27 February 2019

Review: Star Wars: Dark Times: Fire Carrier by Randy Stradley and Gabriel Guzman

Comic trade paperback, 118 pages
Published 2013 (contents: 2013)
Acquired May 2014

Read January 2019
Star Wars: Dark Times, Volume Six: Fire Carrier

Script: Randy Stradley
Art: Gabriel Guzman
Colors: Garry Henderson
Lettering: Michael Heisler

I don't know if Dark Times was intended to end in its seventh volume, or if Dark Horse losing the Star Wars license brought it to a premature end, but this volume makes me think it was intentionally winding down. Fire Carrier picks up a thread abandoned since volume two, as we revisit the Jedi younglings hiding from the Purge with Master K'Kruhk. This seems like the kind of thing you make sure to tie off when you know you're running out of time, but maybe a side story is the kind of thing you do when you want Doug Wheatley to draw your main arcs but know he can only draw six issues every two years.

In any case, misleadingly Darth Vader-focused cover aside, this is one of the best Dark Times stories, and probably the one that most feels like the series was mean to be-- the last couple Jennir-focused volumes made it more Jedi-centric. But here, like in some of the early Uhumele-focused stories like Parallels and Vector, it's about decent people trying to hang on in a universe arrayed against the very concept of decency. And not just K'Kruhk and his Jedi charges, but also ordinary Imperial officers. There's a whole sideplot about Imperial officers, who were quite recently Republic officers, and how they're trying to make the new government live up to their expectations. The Empire was supposed to be something and it's not, but they want it to anyway.

I enjoyed it a lot. The kind of story that makes you think it could go anywhere (and it does go some dark places), and is all the better for it. There's even a nice tie-in to Legacy, connecting two of Dark Horse's better Star Wars ongoings together.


### Work instruction
Your result should be the lines holding the word "summer", copied from the entries below.

___ Source records ___

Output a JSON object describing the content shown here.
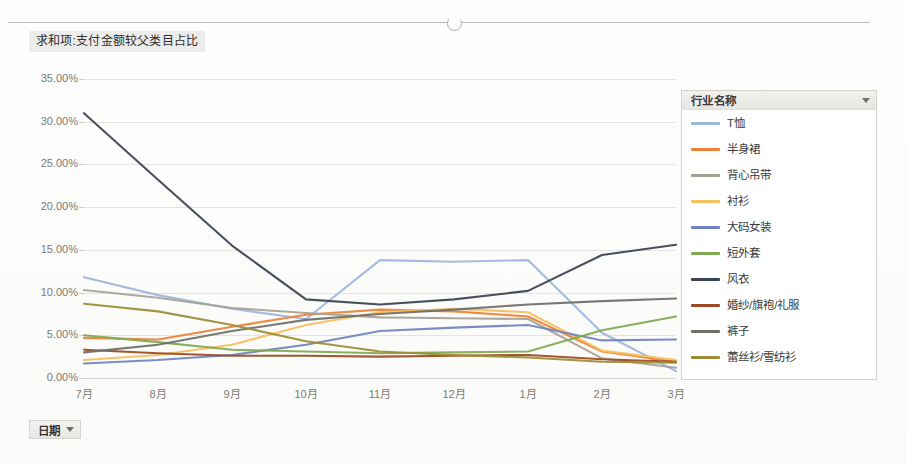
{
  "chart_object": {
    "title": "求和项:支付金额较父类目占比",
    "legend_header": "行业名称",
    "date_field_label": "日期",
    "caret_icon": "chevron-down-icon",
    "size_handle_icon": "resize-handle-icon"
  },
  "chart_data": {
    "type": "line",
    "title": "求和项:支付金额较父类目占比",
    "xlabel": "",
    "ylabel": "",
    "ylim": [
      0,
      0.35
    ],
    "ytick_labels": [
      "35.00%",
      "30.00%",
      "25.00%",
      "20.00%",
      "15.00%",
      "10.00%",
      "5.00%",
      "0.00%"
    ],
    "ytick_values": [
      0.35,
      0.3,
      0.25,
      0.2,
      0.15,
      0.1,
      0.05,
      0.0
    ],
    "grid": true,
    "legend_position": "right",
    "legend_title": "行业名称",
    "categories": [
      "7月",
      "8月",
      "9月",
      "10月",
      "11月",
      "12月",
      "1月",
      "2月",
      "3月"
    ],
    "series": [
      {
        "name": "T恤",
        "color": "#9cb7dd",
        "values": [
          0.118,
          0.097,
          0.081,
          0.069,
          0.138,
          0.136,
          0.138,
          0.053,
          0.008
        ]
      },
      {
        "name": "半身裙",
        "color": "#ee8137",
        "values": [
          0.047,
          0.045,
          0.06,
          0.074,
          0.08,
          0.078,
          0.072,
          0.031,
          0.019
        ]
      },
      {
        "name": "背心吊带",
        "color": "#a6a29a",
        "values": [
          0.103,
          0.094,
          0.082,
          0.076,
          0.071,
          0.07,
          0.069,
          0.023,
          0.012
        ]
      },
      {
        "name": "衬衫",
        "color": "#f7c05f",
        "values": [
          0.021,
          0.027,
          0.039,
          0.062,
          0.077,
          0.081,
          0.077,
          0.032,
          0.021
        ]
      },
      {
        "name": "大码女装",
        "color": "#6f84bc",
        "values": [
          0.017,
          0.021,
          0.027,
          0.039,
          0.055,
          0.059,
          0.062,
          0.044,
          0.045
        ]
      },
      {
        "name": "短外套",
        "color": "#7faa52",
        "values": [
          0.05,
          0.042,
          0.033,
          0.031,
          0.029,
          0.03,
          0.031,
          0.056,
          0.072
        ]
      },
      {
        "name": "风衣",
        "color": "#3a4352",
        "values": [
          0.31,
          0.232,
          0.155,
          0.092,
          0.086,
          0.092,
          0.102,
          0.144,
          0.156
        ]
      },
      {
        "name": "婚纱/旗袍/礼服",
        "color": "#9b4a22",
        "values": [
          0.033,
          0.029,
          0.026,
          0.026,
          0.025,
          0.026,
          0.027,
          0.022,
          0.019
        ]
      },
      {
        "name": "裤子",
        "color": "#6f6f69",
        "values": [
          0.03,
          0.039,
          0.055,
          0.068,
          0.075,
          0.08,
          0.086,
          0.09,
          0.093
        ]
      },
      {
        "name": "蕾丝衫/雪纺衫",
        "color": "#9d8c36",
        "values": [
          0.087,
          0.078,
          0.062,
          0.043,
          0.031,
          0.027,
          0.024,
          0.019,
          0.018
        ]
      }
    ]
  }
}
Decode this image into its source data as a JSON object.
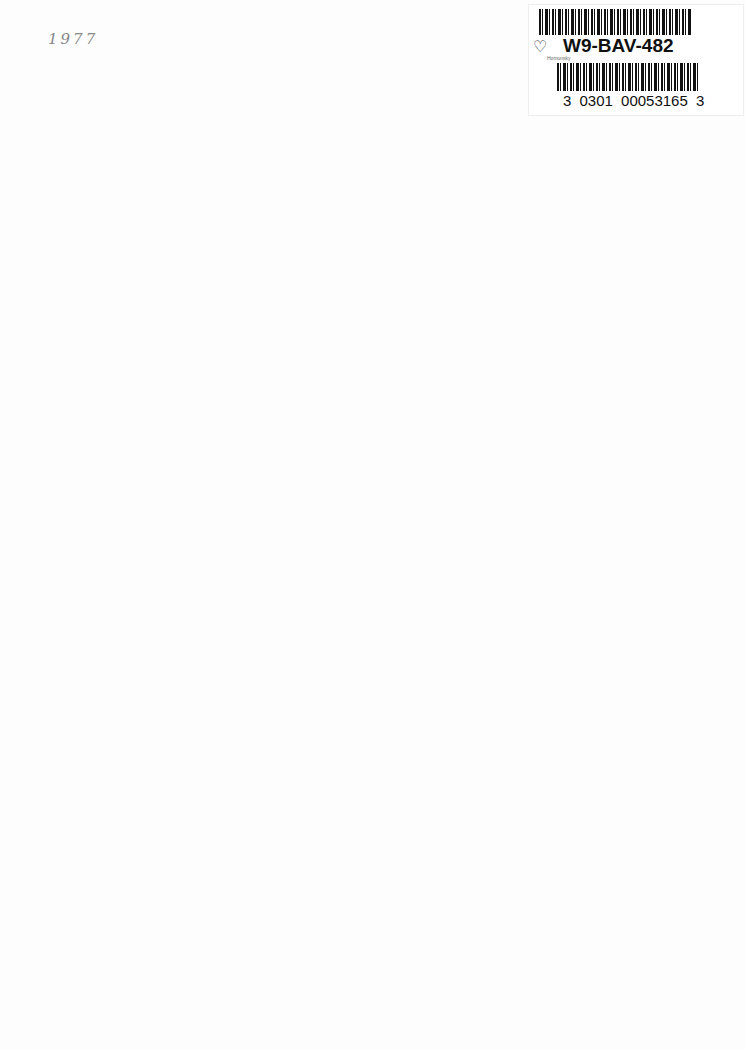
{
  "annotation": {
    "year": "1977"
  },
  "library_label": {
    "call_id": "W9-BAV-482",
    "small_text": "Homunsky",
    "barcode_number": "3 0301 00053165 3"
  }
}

___
___ Source records ___

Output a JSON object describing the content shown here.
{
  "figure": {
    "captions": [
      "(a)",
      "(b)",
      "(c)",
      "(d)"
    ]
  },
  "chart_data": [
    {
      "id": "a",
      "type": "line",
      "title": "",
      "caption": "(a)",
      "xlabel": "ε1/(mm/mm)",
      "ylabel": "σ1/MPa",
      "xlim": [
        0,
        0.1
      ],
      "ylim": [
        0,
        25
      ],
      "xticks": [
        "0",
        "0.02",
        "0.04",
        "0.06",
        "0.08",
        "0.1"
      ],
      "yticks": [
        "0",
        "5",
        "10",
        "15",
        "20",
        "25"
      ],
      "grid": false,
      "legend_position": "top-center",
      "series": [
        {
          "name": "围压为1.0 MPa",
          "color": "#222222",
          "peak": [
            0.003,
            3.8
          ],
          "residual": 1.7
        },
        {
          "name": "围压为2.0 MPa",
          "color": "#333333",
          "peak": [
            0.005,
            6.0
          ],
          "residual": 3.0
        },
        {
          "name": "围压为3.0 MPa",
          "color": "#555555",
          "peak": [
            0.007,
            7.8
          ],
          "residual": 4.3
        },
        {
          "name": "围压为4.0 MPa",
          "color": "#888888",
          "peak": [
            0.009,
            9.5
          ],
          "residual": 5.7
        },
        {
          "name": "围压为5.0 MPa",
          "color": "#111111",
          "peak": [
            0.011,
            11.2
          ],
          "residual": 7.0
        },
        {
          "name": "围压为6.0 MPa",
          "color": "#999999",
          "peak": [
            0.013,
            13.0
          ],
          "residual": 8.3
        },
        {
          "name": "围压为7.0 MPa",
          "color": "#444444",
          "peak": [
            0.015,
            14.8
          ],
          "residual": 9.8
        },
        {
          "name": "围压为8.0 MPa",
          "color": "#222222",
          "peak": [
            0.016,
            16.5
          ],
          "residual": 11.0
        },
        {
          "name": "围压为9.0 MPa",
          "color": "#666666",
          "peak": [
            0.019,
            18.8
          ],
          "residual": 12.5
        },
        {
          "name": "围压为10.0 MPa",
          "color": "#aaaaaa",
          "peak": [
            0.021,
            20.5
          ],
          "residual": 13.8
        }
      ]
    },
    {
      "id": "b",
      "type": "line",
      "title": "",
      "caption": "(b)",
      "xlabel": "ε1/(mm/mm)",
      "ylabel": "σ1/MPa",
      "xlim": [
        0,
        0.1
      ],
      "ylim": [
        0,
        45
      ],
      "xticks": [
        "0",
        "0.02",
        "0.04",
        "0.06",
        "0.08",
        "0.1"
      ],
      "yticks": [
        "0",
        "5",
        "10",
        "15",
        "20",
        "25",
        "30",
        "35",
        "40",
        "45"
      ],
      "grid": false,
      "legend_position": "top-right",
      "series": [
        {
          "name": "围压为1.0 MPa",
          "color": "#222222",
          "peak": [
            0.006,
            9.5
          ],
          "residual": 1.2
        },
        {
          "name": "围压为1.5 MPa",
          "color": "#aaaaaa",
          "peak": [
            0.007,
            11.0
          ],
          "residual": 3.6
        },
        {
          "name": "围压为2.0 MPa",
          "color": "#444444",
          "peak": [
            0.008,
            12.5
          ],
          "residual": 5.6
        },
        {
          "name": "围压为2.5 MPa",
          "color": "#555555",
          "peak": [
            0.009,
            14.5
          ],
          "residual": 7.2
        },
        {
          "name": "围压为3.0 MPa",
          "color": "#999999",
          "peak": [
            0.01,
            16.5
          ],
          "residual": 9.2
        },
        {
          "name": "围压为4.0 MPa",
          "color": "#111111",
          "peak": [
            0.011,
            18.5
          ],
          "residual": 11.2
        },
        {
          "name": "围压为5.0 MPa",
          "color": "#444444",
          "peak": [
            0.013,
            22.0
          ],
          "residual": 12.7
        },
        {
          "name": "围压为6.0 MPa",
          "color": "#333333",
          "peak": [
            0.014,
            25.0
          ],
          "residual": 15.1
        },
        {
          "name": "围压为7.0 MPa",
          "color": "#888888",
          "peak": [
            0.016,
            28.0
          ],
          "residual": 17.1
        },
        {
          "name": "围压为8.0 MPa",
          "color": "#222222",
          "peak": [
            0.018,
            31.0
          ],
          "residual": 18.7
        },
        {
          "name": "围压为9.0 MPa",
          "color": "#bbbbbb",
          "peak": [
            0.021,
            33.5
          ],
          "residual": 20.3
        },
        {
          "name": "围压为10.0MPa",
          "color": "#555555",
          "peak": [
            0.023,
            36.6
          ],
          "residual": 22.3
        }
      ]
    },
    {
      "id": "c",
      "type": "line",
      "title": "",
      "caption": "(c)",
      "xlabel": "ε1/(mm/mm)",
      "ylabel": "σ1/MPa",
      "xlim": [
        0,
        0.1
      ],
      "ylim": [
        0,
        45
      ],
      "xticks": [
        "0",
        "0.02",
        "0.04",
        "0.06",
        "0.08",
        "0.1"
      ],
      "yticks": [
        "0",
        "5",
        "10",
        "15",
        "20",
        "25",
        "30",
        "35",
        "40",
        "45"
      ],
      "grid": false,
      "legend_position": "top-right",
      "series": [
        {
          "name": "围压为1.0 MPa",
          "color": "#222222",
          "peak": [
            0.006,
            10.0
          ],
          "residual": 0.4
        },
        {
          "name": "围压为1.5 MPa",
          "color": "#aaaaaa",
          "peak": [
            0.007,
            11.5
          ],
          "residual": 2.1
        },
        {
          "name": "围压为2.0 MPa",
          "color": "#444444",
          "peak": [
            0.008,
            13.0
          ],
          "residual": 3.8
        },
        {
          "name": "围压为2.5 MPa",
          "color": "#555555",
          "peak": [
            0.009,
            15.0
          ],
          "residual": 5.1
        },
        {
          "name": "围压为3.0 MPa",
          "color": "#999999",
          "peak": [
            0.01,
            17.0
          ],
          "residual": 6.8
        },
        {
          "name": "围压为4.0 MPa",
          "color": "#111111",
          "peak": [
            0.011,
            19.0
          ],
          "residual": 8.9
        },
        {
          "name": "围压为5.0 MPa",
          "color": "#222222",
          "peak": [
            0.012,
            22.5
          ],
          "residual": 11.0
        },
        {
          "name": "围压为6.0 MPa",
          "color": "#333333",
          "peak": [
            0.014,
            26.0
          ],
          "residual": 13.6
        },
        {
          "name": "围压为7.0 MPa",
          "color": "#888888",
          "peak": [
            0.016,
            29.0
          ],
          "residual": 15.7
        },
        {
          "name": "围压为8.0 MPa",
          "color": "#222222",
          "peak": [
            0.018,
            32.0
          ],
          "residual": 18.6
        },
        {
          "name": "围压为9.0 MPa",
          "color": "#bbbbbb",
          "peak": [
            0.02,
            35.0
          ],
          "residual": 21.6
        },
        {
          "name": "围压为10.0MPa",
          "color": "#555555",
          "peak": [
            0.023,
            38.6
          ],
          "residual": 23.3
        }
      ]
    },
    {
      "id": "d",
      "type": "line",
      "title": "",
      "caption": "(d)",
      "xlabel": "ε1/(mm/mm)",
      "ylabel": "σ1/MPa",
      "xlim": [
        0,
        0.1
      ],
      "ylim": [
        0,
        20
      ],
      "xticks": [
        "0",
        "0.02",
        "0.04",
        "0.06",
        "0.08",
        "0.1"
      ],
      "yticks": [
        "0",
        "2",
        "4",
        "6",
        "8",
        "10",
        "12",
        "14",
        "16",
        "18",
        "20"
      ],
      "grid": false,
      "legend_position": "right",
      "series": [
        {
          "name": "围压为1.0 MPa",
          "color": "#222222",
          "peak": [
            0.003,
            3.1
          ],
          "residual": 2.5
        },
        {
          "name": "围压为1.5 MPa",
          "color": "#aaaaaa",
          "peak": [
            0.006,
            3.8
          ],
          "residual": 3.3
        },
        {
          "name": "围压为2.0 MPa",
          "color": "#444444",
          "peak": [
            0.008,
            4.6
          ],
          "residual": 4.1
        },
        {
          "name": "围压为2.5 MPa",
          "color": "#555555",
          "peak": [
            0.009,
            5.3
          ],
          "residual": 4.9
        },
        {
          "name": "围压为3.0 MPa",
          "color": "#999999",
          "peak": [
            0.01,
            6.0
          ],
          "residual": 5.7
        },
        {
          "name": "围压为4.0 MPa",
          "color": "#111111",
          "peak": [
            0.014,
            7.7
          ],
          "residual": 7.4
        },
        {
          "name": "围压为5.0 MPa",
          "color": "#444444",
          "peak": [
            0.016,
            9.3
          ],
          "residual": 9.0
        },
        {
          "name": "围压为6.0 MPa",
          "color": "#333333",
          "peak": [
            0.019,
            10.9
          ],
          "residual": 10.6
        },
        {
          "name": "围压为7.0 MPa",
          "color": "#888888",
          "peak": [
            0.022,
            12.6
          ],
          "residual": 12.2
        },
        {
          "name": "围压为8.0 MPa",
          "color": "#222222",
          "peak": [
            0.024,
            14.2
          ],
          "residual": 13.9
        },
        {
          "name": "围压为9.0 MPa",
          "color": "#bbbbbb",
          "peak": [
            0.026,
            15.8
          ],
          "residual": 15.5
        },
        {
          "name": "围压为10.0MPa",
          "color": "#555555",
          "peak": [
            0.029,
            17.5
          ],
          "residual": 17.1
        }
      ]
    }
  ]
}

___
___ Source records ___

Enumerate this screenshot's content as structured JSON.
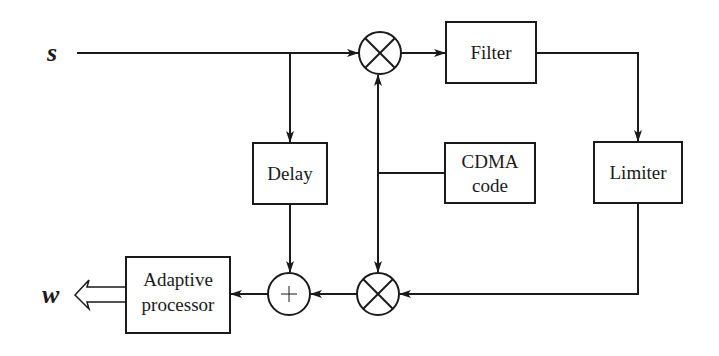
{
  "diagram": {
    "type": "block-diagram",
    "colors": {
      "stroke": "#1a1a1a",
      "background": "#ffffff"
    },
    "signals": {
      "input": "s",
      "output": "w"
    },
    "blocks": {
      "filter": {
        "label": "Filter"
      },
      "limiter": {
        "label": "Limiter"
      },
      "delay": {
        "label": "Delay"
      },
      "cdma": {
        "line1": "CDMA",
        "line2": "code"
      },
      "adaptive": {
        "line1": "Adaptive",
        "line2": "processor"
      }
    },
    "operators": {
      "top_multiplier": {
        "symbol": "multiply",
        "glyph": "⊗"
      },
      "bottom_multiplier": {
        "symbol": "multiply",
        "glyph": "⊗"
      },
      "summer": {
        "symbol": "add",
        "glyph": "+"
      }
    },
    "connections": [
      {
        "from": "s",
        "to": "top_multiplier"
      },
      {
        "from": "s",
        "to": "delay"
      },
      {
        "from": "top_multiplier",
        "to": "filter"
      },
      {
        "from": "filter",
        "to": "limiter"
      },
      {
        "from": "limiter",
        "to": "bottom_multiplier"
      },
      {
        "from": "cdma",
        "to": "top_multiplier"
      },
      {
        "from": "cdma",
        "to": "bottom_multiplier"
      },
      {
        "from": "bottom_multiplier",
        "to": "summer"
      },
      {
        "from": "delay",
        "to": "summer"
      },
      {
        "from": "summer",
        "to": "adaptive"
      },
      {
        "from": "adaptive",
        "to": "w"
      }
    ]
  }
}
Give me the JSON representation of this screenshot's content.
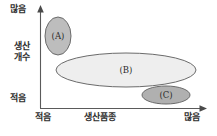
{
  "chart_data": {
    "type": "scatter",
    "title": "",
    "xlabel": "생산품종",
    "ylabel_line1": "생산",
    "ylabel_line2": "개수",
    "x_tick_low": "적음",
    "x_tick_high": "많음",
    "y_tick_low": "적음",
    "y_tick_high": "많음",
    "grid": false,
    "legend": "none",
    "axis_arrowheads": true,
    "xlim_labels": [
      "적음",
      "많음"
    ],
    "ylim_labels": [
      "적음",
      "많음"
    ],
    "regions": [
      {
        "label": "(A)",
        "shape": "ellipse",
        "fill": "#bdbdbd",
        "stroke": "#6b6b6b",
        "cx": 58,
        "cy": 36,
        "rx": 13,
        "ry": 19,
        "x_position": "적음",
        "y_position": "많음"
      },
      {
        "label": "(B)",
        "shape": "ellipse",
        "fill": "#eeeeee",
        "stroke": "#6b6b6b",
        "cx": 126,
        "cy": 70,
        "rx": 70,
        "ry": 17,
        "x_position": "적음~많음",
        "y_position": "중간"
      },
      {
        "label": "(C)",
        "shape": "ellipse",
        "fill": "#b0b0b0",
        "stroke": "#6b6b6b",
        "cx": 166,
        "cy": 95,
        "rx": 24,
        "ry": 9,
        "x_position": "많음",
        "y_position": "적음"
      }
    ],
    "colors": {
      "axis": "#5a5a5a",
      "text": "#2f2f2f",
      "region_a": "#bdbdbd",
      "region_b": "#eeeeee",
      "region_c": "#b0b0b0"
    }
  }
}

___

### Written reply
      "summer": {
        "to": "summer"
        "to": "summer"
        "from": "summer",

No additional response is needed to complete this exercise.